Star Wars: X-Wing Alliance

Everything About Fiction You Never Wanted to Know.

A Star Wars space fighter sim released for the PC in 1999.

While X-Wing and TIE Fighter had covered epic campaigns, their successor Star Wars: X-Wing vs. TIE Fighter had initially not included a campaign at all, and when was put in place for the expansion, it was deliberately set in an out-of-the-way part of the galaxy to avoid impinging on the main events of the film trilogy. It was not until now that LucasArts decided to once more cover the epic storyline, now from a different angle.

There's No Campaign for the Wicked as you play only as the character Ace Azzameen, halting the Featureless Protagonist attitude of the previous games (the X-Wing and TIE Fighter protagonists were named, but only in the manual). Ace is the youngest scion of the Azzameen family of traders, some of whose members have ties with the Rebel Alliance. Their enemies are the Viraxo family, who similarly have ties with the Empire. Initially you play training and trade missions (neatly shoehorning in the tutorial) but soon the Galactic Civil War starts impinging. Though your father tries to keep the family neutral, the Azzameens end up getting dragged into the war, their home station is taken by the Empire, and Ace joins the Rebels as a starfighter pilot.

The rest of the campaign consists of battles mostly with ties to the film trilogy or at least the Expanded Universe, with the occasional family mission. It culminates in the Battle of Endor, at which you fly the Millennium Falcon.
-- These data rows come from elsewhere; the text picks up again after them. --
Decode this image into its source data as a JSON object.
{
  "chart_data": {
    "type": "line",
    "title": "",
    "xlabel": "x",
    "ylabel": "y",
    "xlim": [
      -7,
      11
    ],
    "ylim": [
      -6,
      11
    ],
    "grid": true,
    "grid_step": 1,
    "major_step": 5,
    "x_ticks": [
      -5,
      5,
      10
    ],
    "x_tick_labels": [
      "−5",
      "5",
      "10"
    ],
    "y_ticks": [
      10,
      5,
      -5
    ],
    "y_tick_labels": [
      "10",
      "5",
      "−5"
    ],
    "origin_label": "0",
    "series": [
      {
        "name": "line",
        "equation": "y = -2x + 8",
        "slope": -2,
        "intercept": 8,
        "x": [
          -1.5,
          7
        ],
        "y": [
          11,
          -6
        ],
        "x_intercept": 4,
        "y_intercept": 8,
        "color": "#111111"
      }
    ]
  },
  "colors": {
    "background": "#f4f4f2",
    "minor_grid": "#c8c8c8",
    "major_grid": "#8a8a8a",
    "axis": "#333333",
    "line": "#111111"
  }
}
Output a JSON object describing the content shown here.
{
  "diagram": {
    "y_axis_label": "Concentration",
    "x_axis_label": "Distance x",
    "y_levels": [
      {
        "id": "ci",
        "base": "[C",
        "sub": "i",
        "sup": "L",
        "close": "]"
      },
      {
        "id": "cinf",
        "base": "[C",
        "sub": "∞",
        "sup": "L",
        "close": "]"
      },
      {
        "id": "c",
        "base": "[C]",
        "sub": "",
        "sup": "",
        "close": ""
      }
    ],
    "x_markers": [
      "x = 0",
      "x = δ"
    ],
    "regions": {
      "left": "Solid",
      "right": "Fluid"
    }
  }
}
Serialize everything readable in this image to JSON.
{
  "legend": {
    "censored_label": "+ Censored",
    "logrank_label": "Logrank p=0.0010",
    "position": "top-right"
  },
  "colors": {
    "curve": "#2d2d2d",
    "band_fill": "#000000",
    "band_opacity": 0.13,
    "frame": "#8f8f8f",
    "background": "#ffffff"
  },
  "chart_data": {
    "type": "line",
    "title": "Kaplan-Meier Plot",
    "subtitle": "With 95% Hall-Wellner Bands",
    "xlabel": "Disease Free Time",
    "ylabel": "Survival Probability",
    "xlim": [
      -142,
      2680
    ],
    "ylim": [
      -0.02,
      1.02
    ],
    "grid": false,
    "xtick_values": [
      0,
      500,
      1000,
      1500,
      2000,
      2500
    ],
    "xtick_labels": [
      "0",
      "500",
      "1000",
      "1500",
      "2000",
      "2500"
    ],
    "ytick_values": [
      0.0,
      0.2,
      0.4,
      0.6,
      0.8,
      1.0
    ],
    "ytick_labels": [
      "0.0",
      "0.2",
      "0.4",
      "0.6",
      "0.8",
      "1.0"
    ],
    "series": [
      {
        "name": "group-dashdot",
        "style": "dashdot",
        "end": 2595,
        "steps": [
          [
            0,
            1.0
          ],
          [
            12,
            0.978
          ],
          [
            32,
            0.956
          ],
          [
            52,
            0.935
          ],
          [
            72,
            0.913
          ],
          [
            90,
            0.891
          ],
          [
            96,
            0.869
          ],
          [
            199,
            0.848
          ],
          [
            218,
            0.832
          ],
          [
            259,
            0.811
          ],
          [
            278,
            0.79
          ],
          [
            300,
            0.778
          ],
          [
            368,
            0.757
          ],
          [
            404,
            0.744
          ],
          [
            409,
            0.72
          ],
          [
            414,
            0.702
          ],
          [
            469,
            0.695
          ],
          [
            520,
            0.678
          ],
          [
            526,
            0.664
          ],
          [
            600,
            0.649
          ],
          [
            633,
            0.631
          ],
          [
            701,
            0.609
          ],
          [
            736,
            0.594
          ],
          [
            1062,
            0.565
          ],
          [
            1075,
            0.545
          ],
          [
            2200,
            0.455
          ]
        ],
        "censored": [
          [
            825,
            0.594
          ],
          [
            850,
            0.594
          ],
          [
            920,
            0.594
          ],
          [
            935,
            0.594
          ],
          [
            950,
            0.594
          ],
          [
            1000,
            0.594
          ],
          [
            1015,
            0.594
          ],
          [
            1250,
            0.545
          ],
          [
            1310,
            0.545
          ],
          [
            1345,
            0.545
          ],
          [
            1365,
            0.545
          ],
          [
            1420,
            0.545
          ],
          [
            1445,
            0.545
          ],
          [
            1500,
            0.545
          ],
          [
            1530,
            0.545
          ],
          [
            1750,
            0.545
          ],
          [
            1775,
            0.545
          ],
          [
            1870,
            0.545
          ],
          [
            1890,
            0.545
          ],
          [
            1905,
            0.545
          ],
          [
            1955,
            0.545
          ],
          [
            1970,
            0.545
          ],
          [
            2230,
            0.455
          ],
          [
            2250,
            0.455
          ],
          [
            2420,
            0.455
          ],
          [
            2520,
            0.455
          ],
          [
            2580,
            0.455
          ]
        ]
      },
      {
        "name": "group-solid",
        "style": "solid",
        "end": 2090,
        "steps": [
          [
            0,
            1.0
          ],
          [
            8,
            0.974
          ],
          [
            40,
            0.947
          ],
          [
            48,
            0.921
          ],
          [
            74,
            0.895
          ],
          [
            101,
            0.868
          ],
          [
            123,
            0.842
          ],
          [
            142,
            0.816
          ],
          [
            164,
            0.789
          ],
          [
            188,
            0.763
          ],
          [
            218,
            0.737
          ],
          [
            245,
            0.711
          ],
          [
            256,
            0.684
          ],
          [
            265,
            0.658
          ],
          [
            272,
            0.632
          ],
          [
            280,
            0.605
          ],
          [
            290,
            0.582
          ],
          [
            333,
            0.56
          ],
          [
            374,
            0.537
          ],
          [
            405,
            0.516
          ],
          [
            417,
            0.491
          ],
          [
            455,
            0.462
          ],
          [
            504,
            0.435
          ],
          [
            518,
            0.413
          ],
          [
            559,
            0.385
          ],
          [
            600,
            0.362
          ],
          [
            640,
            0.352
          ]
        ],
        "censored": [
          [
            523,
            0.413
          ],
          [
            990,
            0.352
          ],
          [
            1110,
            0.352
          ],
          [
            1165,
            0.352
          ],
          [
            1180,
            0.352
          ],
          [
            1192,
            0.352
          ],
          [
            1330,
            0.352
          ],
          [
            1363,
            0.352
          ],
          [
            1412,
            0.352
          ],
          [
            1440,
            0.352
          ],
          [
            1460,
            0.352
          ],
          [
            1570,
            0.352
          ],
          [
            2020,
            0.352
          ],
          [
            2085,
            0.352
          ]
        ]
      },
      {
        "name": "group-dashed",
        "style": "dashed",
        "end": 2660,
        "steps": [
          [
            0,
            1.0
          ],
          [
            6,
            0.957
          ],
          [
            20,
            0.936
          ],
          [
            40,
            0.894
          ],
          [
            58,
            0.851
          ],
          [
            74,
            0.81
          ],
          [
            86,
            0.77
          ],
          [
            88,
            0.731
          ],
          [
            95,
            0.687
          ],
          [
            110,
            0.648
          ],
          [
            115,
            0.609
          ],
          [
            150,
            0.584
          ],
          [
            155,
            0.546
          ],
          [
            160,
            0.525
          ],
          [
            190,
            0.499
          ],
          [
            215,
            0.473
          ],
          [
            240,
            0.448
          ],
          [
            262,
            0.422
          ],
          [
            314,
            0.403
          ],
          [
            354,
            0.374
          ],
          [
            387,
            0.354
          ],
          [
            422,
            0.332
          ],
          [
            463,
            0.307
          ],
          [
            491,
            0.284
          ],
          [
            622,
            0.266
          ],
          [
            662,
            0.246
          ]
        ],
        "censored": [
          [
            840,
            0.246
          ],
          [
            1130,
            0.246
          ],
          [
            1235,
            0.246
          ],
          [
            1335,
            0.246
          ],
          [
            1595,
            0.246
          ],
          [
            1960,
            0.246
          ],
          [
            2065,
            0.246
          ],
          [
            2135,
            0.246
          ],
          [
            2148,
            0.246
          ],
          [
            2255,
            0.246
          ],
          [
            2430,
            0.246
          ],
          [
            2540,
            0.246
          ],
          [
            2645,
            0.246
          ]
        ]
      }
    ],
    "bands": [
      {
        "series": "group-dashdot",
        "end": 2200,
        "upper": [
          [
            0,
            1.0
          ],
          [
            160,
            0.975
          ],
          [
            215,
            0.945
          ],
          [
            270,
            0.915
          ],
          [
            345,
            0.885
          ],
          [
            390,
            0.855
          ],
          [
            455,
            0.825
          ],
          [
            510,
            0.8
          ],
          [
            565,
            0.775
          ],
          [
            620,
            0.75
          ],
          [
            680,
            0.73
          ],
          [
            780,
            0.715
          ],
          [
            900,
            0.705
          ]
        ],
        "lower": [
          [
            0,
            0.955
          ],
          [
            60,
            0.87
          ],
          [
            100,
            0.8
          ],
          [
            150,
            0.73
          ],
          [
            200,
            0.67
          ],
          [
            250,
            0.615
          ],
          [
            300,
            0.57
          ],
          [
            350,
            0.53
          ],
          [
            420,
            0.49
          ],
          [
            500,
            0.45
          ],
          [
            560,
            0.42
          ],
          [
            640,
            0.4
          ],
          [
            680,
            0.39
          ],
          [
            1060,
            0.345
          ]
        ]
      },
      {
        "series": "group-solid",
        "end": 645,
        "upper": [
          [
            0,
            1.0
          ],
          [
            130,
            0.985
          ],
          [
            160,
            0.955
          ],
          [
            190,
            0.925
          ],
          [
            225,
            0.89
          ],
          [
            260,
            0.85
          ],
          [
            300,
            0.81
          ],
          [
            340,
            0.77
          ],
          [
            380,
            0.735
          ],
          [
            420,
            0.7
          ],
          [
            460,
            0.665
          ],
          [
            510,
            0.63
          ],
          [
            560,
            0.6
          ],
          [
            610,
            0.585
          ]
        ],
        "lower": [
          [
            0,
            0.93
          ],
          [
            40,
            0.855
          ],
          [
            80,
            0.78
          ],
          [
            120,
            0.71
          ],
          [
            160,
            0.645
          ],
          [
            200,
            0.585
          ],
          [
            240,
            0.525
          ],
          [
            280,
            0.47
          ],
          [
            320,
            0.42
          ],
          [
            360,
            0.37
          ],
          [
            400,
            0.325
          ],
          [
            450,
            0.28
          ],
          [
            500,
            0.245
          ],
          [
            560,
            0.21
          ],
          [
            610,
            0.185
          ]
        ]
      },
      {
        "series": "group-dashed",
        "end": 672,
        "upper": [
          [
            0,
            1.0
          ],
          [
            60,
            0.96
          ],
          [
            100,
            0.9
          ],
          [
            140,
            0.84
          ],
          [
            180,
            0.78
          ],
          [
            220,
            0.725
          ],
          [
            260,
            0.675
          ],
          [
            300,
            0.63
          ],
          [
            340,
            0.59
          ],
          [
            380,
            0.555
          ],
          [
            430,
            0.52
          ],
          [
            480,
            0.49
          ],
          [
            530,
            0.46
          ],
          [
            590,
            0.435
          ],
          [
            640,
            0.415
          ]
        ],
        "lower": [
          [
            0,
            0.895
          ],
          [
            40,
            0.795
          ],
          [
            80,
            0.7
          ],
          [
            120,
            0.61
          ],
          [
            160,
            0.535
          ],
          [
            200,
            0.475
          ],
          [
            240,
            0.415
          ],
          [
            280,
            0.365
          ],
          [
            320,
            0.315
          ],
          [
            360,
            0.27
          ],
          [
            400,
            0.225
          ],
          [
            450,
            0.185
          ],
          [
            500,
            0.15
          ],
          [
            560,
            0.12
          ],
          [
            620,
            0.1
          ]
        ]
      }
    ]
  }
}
X-Wing Alliance allowed a far greater range of craft to be piloted than previous games, especially X-Wing Vs. Tie Fighter, and had an extensive multiplayer mode.
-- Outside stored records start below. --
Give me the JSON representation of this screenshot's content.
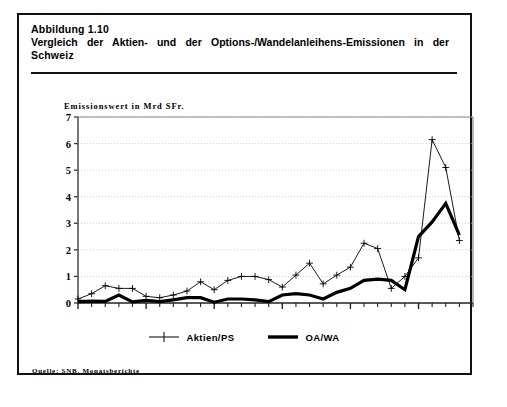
{
  "figure": {
    "number_line": "Abbildung 1.10",
    "title_line_1": "Vergleich der Aktien- und der Options-/Wandelanleihens-Emissionen in der",
    "title_line_2": "Schweiz",
    "source": "Quelle: SNB. Monatsberichte"
  },
  "axis": {
    "y_title": "Emissionswert in Mrd SFr.",
    "y_ticks": [
      "0",
      "1",
      "2",
      "3",
      "4",
      "5",
      "6",
      "7"
    ],
    "x_ticks": [
      "1960",
      "1965",
      "1970",
      "1975",
      "1980",
      "1985"
    ]
  },
  "legend": {
    "items": [
      {
        "label": "Aktien/PS",
        "style": "thin-plus-marker",
        "color": "#000000"
      },
      {
        "label": "OA/WA",
        "style": "thick-line",
        "color": "#000000"
      }
    ]
  },
  "chart_data": {
    "type": "line",
    "title": "Vergleich der Aktien- und der Options-/Wandelanleihens-Emissionen in der Schweiz",
    "subtitle": "Abbildung 1.10",
    "xlabel": "",
    "ylabel": "Emissionswert in Mrd SFr.",
    "xlim": [
      1960,
      1989
    ],
    "ylim": [
      0,
      7
    ],
    "grid": true,
    "legend_position": "below-center",
    "x": [
      1960,
      1961,
      1962,
      1963,
      1964,
      1965,
      1966,
      1967,
      1968,
      1969,
      1970,
      1971,
      1972,
      1973,
      1974,
      1975,
      1976,
      1977,
      1978,
      1979,
      1980,
      1981,
      1982,
      1983,
      1984,
      1985,
      1986,
      1987,
      1988
    ],
    "series": [
      {
        "name": "Aktien/PS",
        "marker": "plus",
        "width": "thin",
        "values": [
          0.15,
          0.35,
          0.65,
          0.55,
          0.55,
          0.25,
          0.2,
          0.3,
          0.45,
          0.8,
          0.5,
          0.85,
          1.0,
          1.0,
          0.88,
          0.6,
          1.05,
          1.5,
          0.72,
          1.05,
          1.35,
          2.25,
          2.05,
          0.55,
          1.0,
          1.7,
          6.15,
          5.1,
          2.35
        ]
      },
      {
        "name": "OA/WA",
        "marker": "none",
        "width": "thick",
        "values": [
          0.05,
          0.07,
          0.06,
          0.3,
          0.04,
          0.1,
          0.05,
          0.12,
          0.2,
          0.2,
          0.03,
          0.15,
          0.15,
          0.12,
          0.05,
          0.3,
          0.35,
          0.3,
          0.15,
          0.4,
          0.55,
          0.85,
          0.9,
          0.85,
          0.5,
          2.5,
          3.05,
          3.75,
          2.55
        ]
      }
    ]
  }
}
Tropes used in Star Wars: X-Wing Alliance include:
  • Achilles' Heel: Shield generators on various larger craft.
  • Breakable Weapons: Turrets can be destroyed by shooting them. This also applies to the turrets on the ships you fly in family missions, as you can find out by fighting said ships in Skirmish mode.
  • Cool Ship: This is Star Wars, don't be so surprised. The YT-2000 (the Otana) is an introduction to this great tradition.
  • Crowning Moment of Awesome: Several, including the battle of Endor.
  • Crowning Music of Awesome: It's Star Wars. What were you expecting?
  • Goddamned Bats: Oh lawd. The family missions are FULL of 'em.
  • Deadly Training Area: The salvage yard, and it is awesome.
  • Heroic Mime: A step up from Featureless Protagonist, but all you really know of the player character is from the context of his family.
  • Killed Off for Real: You know things are real bad when the ship that holds your father and older brother succumbs to the Imperials.
  • Most Wonderful Sound: The scream of the TIEs zooming past you.
  • Mighty Glacier: The Super Star Destroyer ship class has insane shields and health. It takes more than half an hour to kill it even if you destroy its shield generators first.
  • No Campaign for the Wicked
  • Oh Crap: Several instances. Two happen during the battle of Endor ("It's a trap!" and "That thing's operational!"), and a host of smaller ones happen before that. A memorable one involves your ship getting out of hyperspace in an Imperial weapons testing range guarded by four Star Destroyers due to your robotic co-pilot entering the wrong coordinates.
  • Robot Buddy: Emkay.
  • Shout-Out: At one point you end up surrounded by an Imperial fleet whose ships' names are all taken from The Thrawn Trilogy, implied to be Thrawn's personal flotilla. There are plenty of smaller ones, including blink-and-you'll-miss-it appearances by Boba Fett's ship and the famous smuggler ship Wild Karrde.